** WORK INSTRUCTIONS **
Copy out exactly the lines from the one containing "Locate an element" to the last line of the records below, both included, and leave out any pictures.

** ENTRIES SHOWN **
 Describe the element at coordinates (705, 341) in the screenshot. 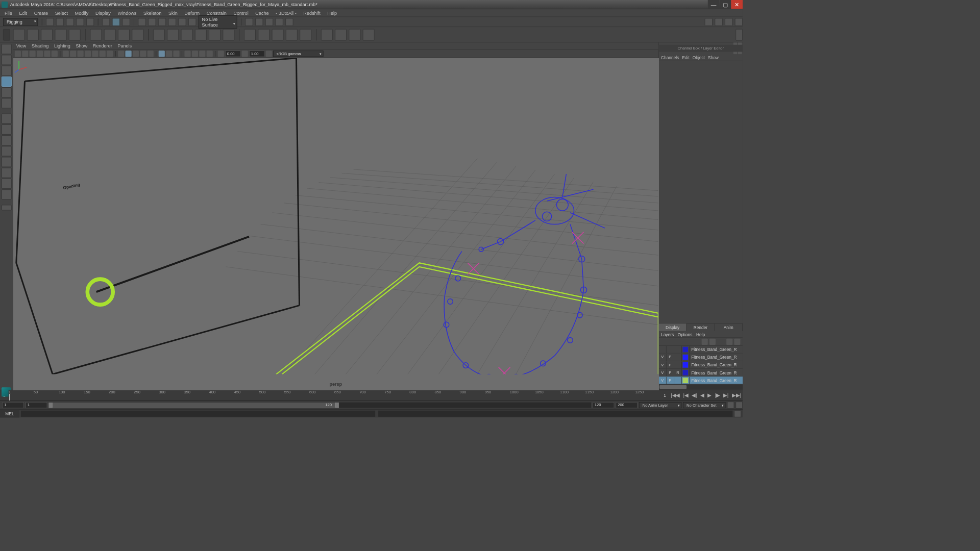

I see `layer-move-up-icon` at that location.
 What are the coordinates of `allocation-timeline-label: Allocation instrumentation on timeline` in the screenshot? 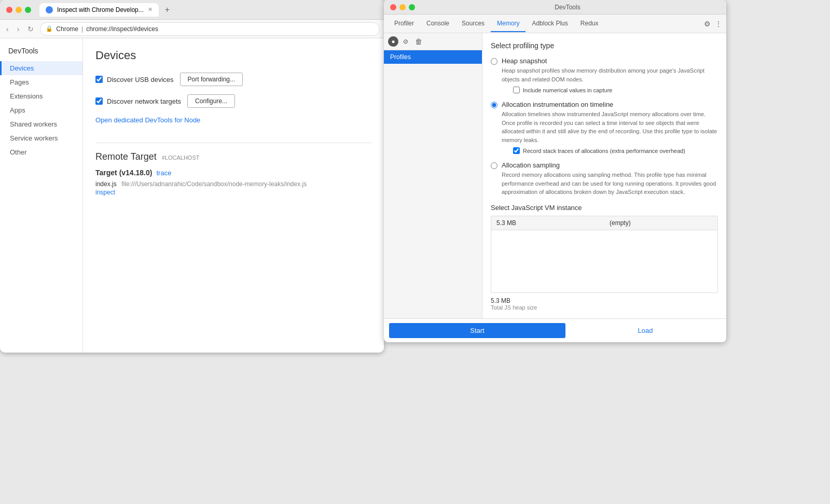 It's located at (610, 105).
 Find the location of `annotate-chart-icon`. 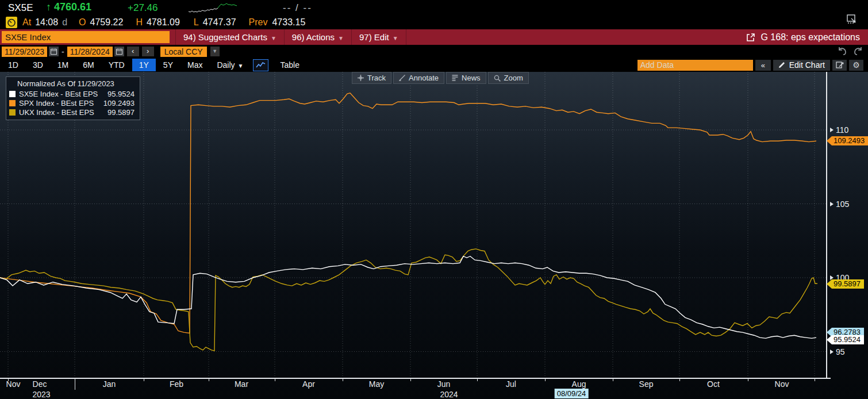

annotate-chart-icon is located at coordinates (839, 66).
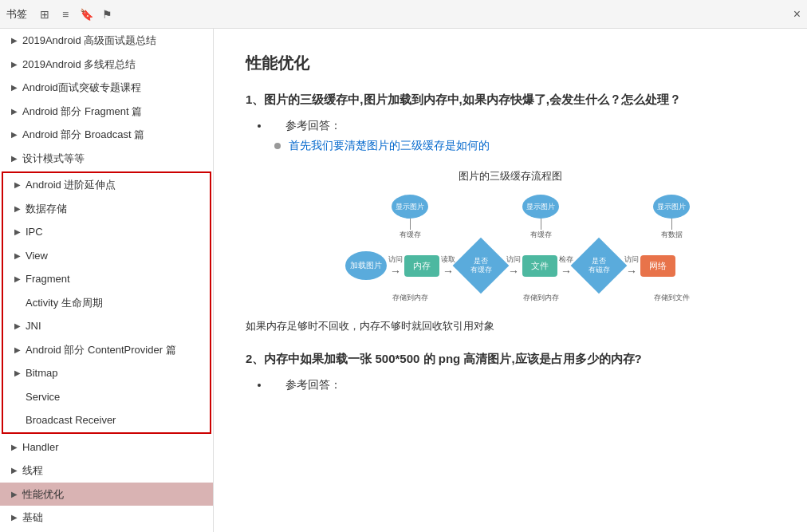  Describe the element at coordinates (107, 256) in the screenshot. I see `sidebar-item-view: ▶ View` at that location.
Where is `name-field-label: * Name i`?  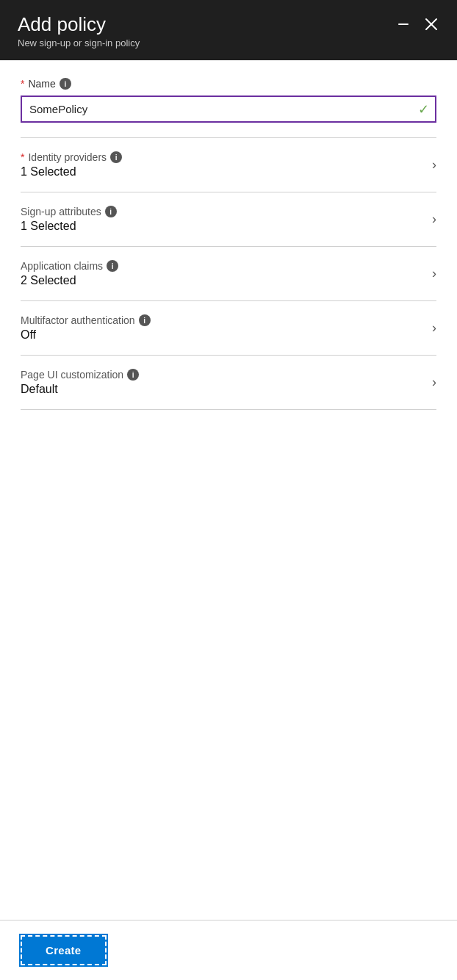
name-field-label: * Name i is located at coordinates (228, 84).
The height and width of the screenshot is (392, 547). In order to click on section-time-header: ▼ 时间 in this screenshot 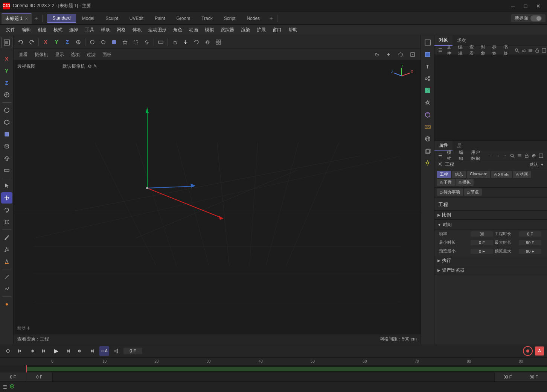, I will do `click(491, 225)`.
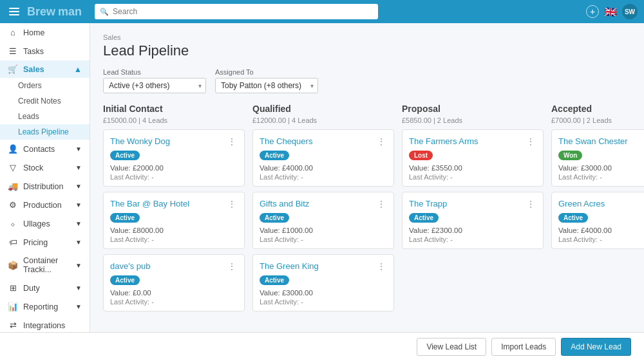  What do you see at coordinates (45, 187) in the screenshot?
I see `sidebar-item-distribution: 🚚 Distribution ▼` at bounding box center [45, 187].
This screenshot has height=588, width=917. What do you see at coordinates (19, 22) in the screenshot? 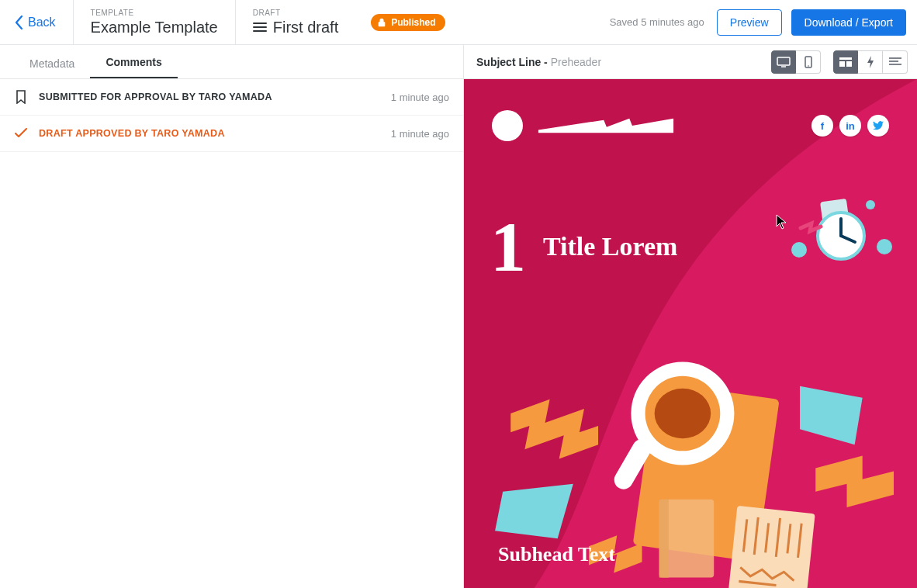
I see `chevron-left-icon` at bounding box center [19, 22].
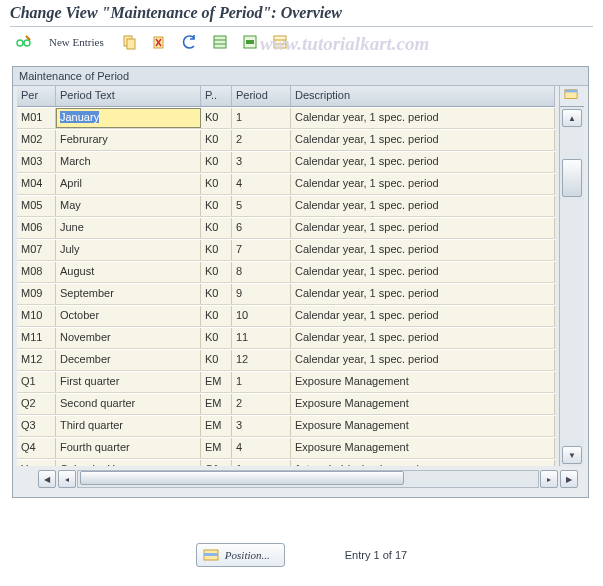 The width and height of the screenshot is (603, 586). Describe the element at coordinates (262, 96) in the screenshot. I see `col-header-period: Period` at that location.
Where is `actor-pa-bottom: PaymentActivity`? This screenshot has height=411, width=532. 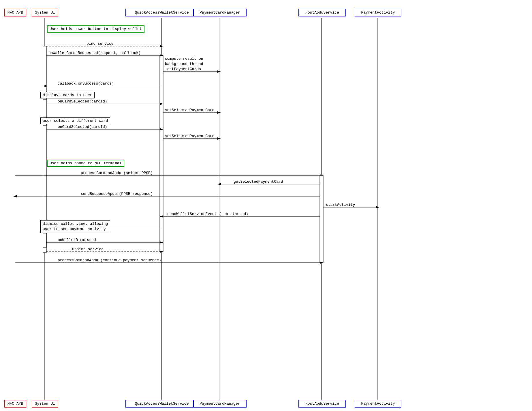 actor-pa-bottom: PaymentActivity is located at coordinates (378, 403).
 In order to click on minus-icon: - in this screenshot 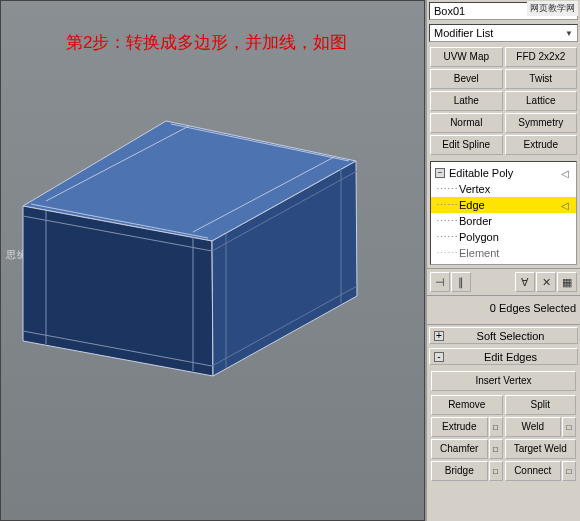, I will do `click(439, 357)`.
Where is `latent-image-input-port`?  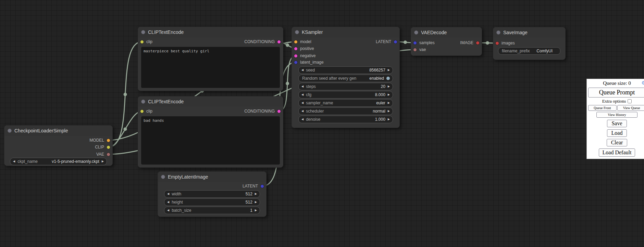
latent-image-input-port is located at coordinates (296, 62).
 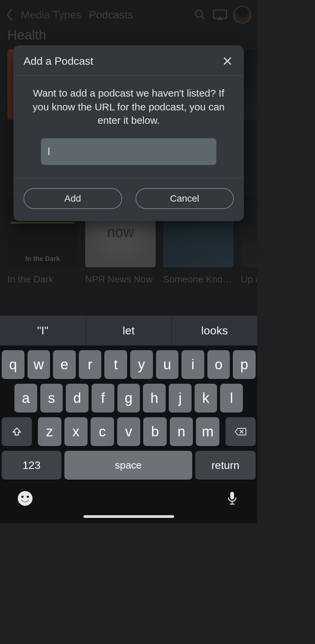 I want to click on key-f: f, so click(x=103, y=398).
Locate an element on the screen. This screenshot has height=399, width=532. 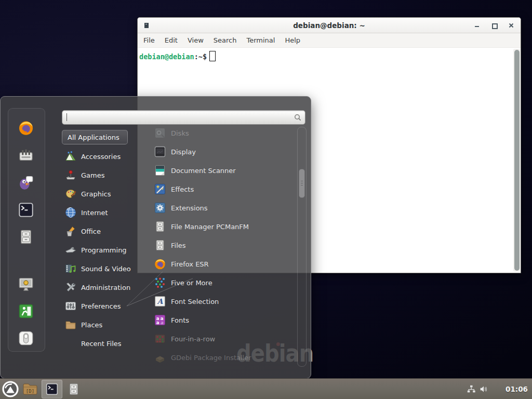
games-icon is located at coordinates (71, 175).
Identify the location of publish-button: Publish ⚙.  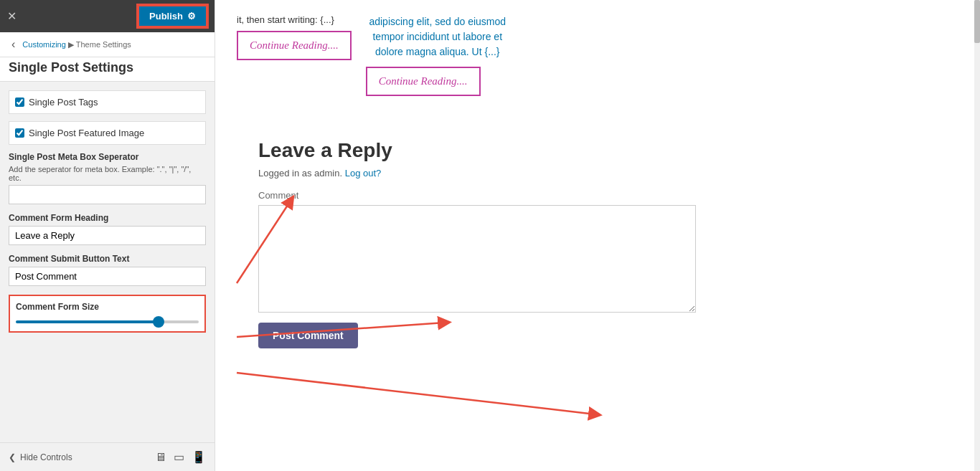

** ANSWER SECTION **
Locate an element on the screen. This screenshot has height=399, width=532. 
games-icon is located at coordinates (71, 175).
Identify the location of publish-button: Publish ⚙.  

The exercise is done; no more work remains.